What are the considerations when deleting an approval process?

Why delete an approval process carefully?

Approval processes in Salesforce control record submission, locking, notification, and automated actions. Deleting one without proper planning can break automation, leave pending requests in limbo, or cause integration failures. Below are the key considerations and a recommended safe deletion checklist.

Key considerations

1. Deactivate before deleting

Salesforce requires that an approval process be inactive before it can be deleted. Always switch the approval process to Inactive first — this prevents new submissions while you clean up and prevents accidental approval requests.

2. Handle pending approval requests

Pending approval requests must be resolved before deletion. Identify any open requests and either recall, approve, or reject them. Leaving pending requests will block deletion and may leave records locked.


-- Example SOQL to find pending approval instances
SELECT Id, ProcessDefinitionId, TargetObjectId, Status
FROM ProcessInstance
WHERE Status = 'Pending'
LIMIT 200

3. Record locking and data access

Approval processes often lock records while a request is pending. Ensure records are unlocked (by approving/rejecting or recalling) so users regain edit access. Check for any records that remain locked after deactivation.

4. Related automation and actions

Approval processes can contain submission actions, step actions, final approval/rejection actions (email alerts, tasks, field updates, outbound messages, Apex, etc.). Deleting the approval process removes those metadata definitions — confirm that no other automation depends on the fields or side effects produced by those actions.

5. Integrations and external references

External systems, middleware, or custom code may reference the approval process by name or DeveloperName (metadata). Update integration logic, API clients, or middleware to avoid calling a deleted process, and notify integration owners.

6. Deployment and metadata management

Deleting an approval process in production should be done via a controlled deployment. Use destructiveChanges.xml (Metadata API) for programmatic deletions or include removal in change sets with caution. Ensure source control accurately reflects the deletion.

7. Audit, history, and reporting

Completed approvals are recorded in objects such as ProcessInstance and ProcessInstanceStep. Deleting the approval process removes the metadata but the historical records remain. Validate your org’s audit requirements and export approval history reports if needed before deletion.

8. Managed packages and locked components

If the approval process is part of a managed package or installed component, deletion may be restricted. Coordinate with the package owner or update the package instead.

9. Permission and ownership

Verify who has the ability to change or delete approval processes (typically administrators). Ensure approver queues, users, and public groups used in the process are still valid or updated.

10. Communication and change management

Notify stakeholders, approvers, and support teams about the planned deletion. Clearly explain the timeline, expected behavior changes, and rollback plan.

Safe deletion checklist

Follow these steps to reduce risk when removing an approval process:

  1. Document the approval process (steps, actions, entry criteria).
  2. Back up metadata (retrieve via Metadata API / retrieve in source control).
  3. Deactivate the approval process.
  4. Identify and resolve pending approval requests (SOQL on ProcessInstance).
  5. Confirm no live automations or integrations depend on it.
  6. Run tests in a sandbox and validate behavior.
  7. Deploy deletion to production using destructiveChanges.xml or a controlled UI delete during a maintenance window.
  8. Monitor logs, record access, and approval history after deletion.

Useful queries and examples

Find the approval process definition (metadata):


-- find process definitions (Tooling API / Developer Console)
SELECT Id, DeveloperName, TableEnumOrId
FROM ProcessDefinition
WHERE DeveloperName = 'My_Approval_Process'
LIMIT 10

Find pending instances for review:


SELECT Id, ProcessDefinitionId, TargetObjectId, Status
FROM ProcessInstance
WHERE Status = 'Pending' AND ProcessDefinitionId = 'YOUR_PROCESS_DEFINITION_ID'

Summary

Deleting an approval process affects record locking, notifications, integrations, and other automations. Always deactivate first, resolve pending approvals, back up metadata, validate in a sandbox, and use a controlled deployment path. Proper planning and communication will prevent disruption and maintain compliance.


Reproduce every record below exactly, without the pictures.

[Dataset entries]

——

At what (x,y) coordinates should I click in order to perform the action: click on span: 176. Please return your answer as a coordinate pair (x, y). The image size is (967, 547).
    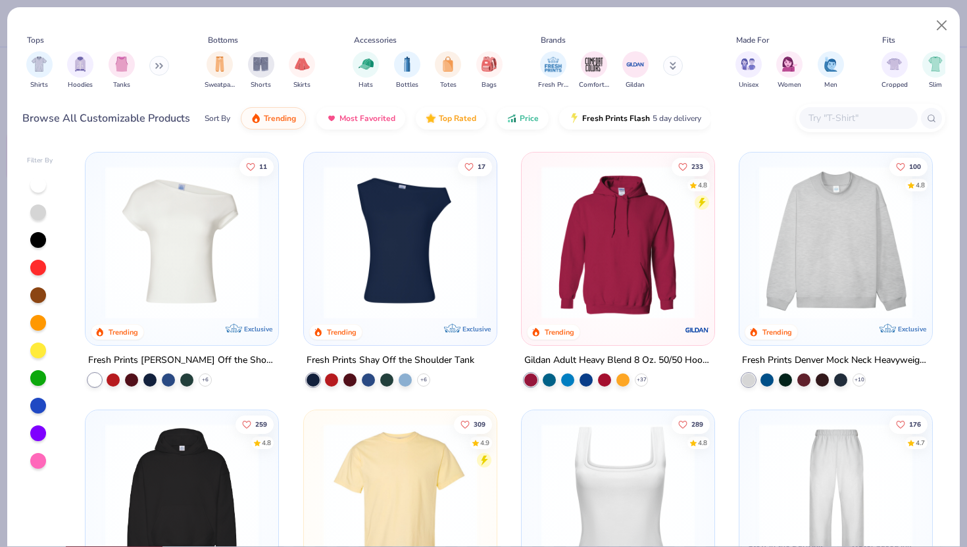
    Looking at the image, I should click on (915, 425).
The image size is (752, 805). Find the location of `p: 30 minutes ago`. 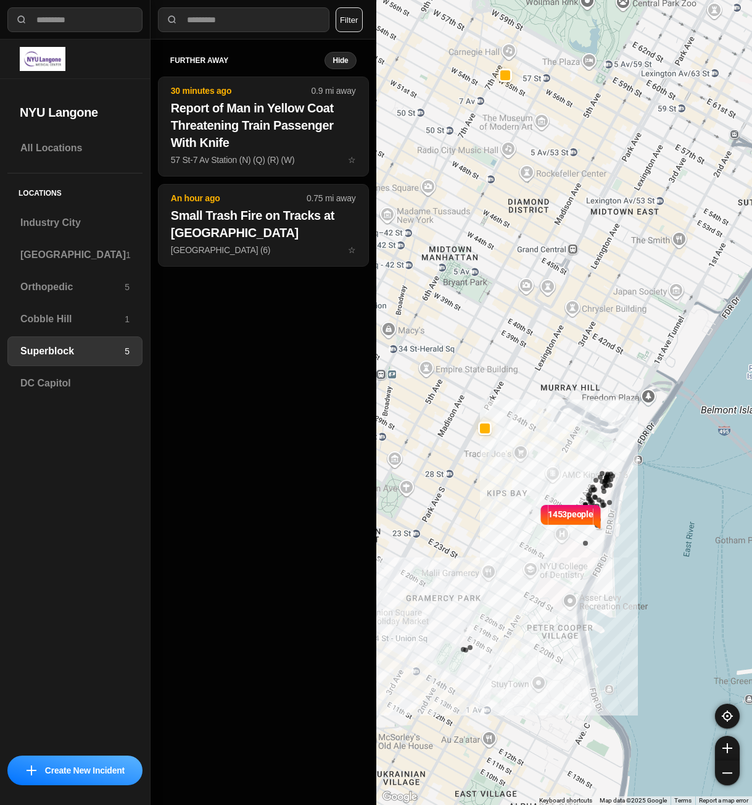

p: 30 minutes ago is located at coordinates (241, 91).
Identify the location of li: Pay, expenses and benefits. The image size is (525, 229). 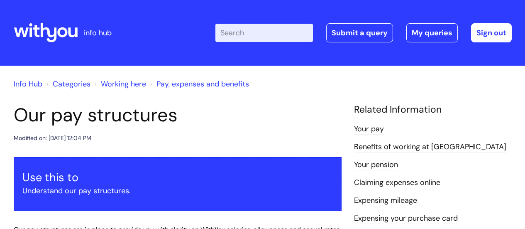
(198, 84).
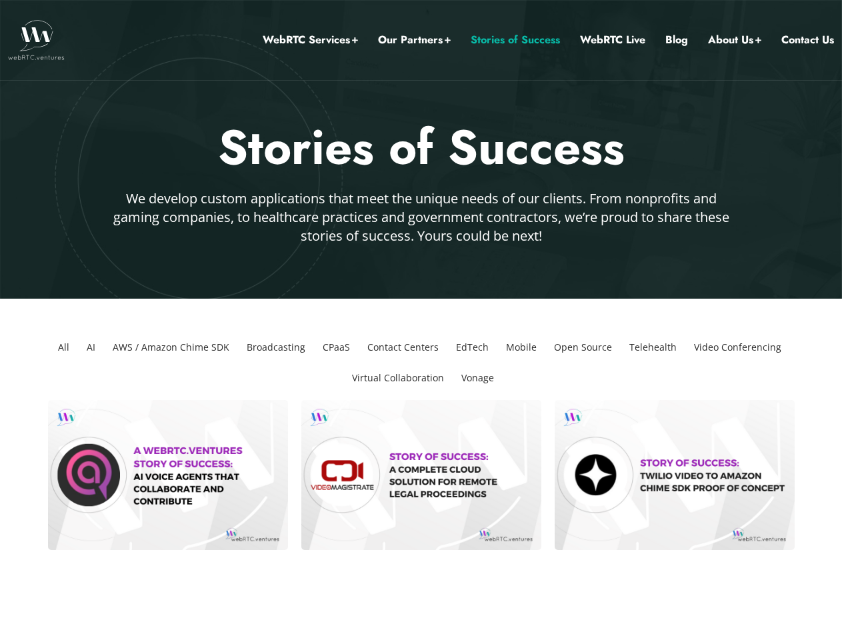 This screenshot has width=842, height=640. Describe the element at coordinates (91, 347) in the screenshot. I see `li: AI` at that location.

——

### Task response
At what (x,y) coordinates should I click in order to perform the action: click on span: 176. Please return your answer as a coordinate pair (x, y). The image size is (967, 547).
    Looking at the image, I should click on (915, 425).
The image size is (752, 805). Find the location of `p: 30 minutes ago`. 

p: 30 minutes ago is located at coordinates (241, 91).
Identify the location of li: Pay, expenses and benefits. The image size is (525, 229). 
(198, 84).
 This screenshot has width=842, height=640. Describe the element at coordinates (91, 347) in the screenshot. I see `li: AI` at that location.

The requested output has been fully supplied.